Excerpt:
We are the men.
Before our time, reason but little influenced mankind.
The demonstration of the above assertion being that in times gone by there were no railways, steamboats, torpedoes, or any of those anaesthetic inventions in regard to time and space on which we pride ourselves, and upon which we base our claim to have advanced the general welfare of mankind.
Marvels of science, mechanical improvements, increase of wealth (and income tax), and the perfection of all warlike apparatus, seem to blind us to the fact that abstract qualities of mind have shown no symptoms of progression. A rich barbarian, pale and dyspeptic, florid or flatulent, seated in a machine travelling at eighty miles an hour, with the machine luxuriously upholstered and well heated, and yet the traveller's mind a blank, or only occupied with schemes to cheat his fellows and advance himself is, in the abstract, no advance upon a citizen of Athens, in the time of Pericles, who never travelled faster than a bullock cart could take him, in all his life.
Science has no marvels; every so-called discovery heralded as marvellous (for men of science understand the power of bold advertisement to the full as well as scientists in clog dancing, in hair dressing, and tightrope walking), is not a marvel in the true meaning of the word.
The Röntgen Rays, the microphone, the phonograph, are all as simple in themselves as is the property of amber rubbed to take up straws. From the beginning there have been Roentgen Rays, and the principles of microphone and phonograph are coeval with the world. The wonder lies not in the discovery (so-called), but in the fact they have remained so long unknown. The real mystery of mysteries is the mind of man. Why, with a pen or brush, one man sits down and makes a masterpiece, and yet another, with the selfsame instruments and opportunities, turns out a daub or botch, is twenty times more curious than all the musings of the mystics, works of the Rosicrucians, or the mechanical contrivances which seem to-day so fine, and which our children will disdain as clumsy. The conquests of the mind never grow stale, let he who doubts it read a page of Plato and compare it with some à la mode philosopher.
I take it that one of the objects of the author of this work is to sustain, that in astronomy, in mathematics, and in certain other branches of learn ing, the ancients knew a good deal more than modern men of science care to admit.
Knowledge to-day is not diffused, as writers in newspapers, makers of almanacks, members of school-boards, and worthy men who see the means but cannot grasp the fullness of achievement, are never tired of stating, but on the contrary, goes almost contraband. The fact that all can read and write, cypher and scan the columns of a newspaper, can tell the latitude (the longitude more rarely) of Jella Coffee, can prattle innocently of literature, art, spiritualism, and chemistry, can make their pertinent remarks upon theosophy, discuss religion, say a word in season on lithotomy, and generally comport themselves as if their minds were fashioned after the pattern of a kaleidoscope, does not go far to prove the claim of wide extended knowledge.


EXERCISE GOAL: All records that follow are to be copied exactly, with images omitted.

──────── PROVIDED ENTRIES

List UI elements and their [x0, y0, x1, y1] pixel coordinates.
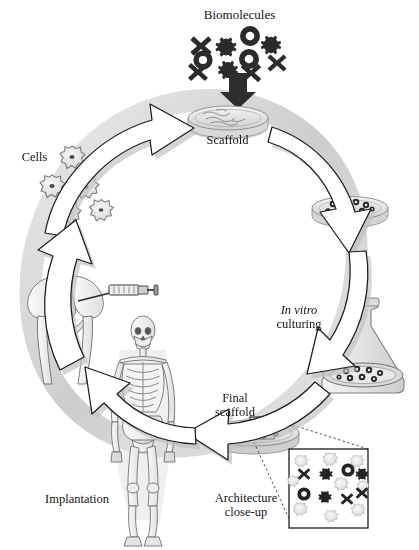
label-implantation: Implantation [32, 492, 122, 506]
final-scaffold-line1: Final [222, 391, 248, 405]
architecture-line1: Architecture [215, 491, 277, 505]
in-vitro-italic-text: In vitro [281, 303, 318, 317]
label-biomolecules: Biomolecules [187, 8, 292, 23]
ring-icon [239, 49, 259, 69]
final-scaffold-line2: scaffold [215, 405, 255, 419]
culturing-text: culturing [276, 317, 321, 331]
ring-icon [193, 50, 212, 69]
label-in-vitro-culturing: In vitro culturing [262, 303, 336, 331]
label-scaffold: Scaffold [185, 133, 270, 147]
figure-canvas: Biomolecules Scaffold In vitro culturing… [0, 0, 419, 550]
architecture-line2: close-up [225, 505, 267, 519]
tissue-engineering-cycle-diagram [0, 0, 419, 550]
label-architecture-closeup: Architecture close-up [203, 491, 289, 519]
label-cells: Cells [12, 150, 57, 164]
architecture-closeup-box [287, 449, 370, 528]
ring-icon [240, 26, 260, 46]
label-final-scaffold: Final scaffold [200, 391, 270, 419]
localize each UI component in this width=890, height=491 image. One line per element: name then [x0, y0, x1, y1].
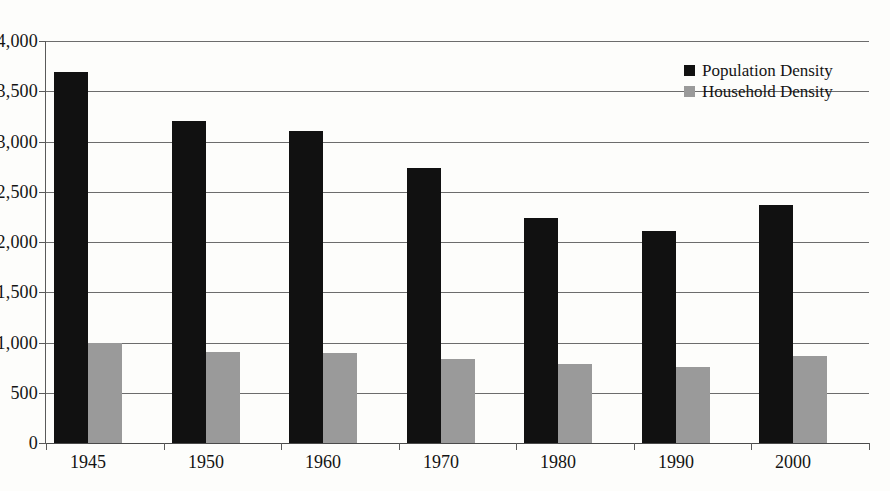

────────────────

ANSWER SECTION:
List UI elements and their [x0, y0, x1, y1] pixel coordinates.
label-implantation: Implantation [32, 492, 122, 506]
final-scaffold-line1: Final [222, 391, 248, 405]
architecture-line1: Architecture [215, 491, 277, 505]
in-vitro-italic-text: In vitro [281, 303, 318, 317]
label-biomolecules: Biomolecules [187, 8, 292, 23]
ring-icon [239, 49, 259, 69]
final-scaffold-line2: scaffold [215, 405, 255, 419]
culturing-text: culturing [276, 317, 321, 331]
ring-icon [193, 50, 212, 69]
label-in-vitro-culturing: In vitro culturing [262, 303, 336, 331]
label-scaffold: Scaffold [185, 133, 270, 147]
figure-canvas: Biomolecules Scaffold In vitro culturing… [0, 0, 419, 550]
architecture-line2: close-up [225, 505, 267, 519]
tissue-engineering-cycle-diagram [0, 0, 419, 550]
label-architecture-closeup: Architecture close-up [203, 491, 289, 519]
label-cells: Cells [12, 150, 57, 164]
architecture-closeup-box [287, 449, 370, 528]
ring-icon [240, 26, 260, 46]
label-final-scaffold: Final scaffold [200, 391, 270, 419]
localize each UI component in this width=890, height=491 image. One line per element: name then [x0, y0, x1, y1].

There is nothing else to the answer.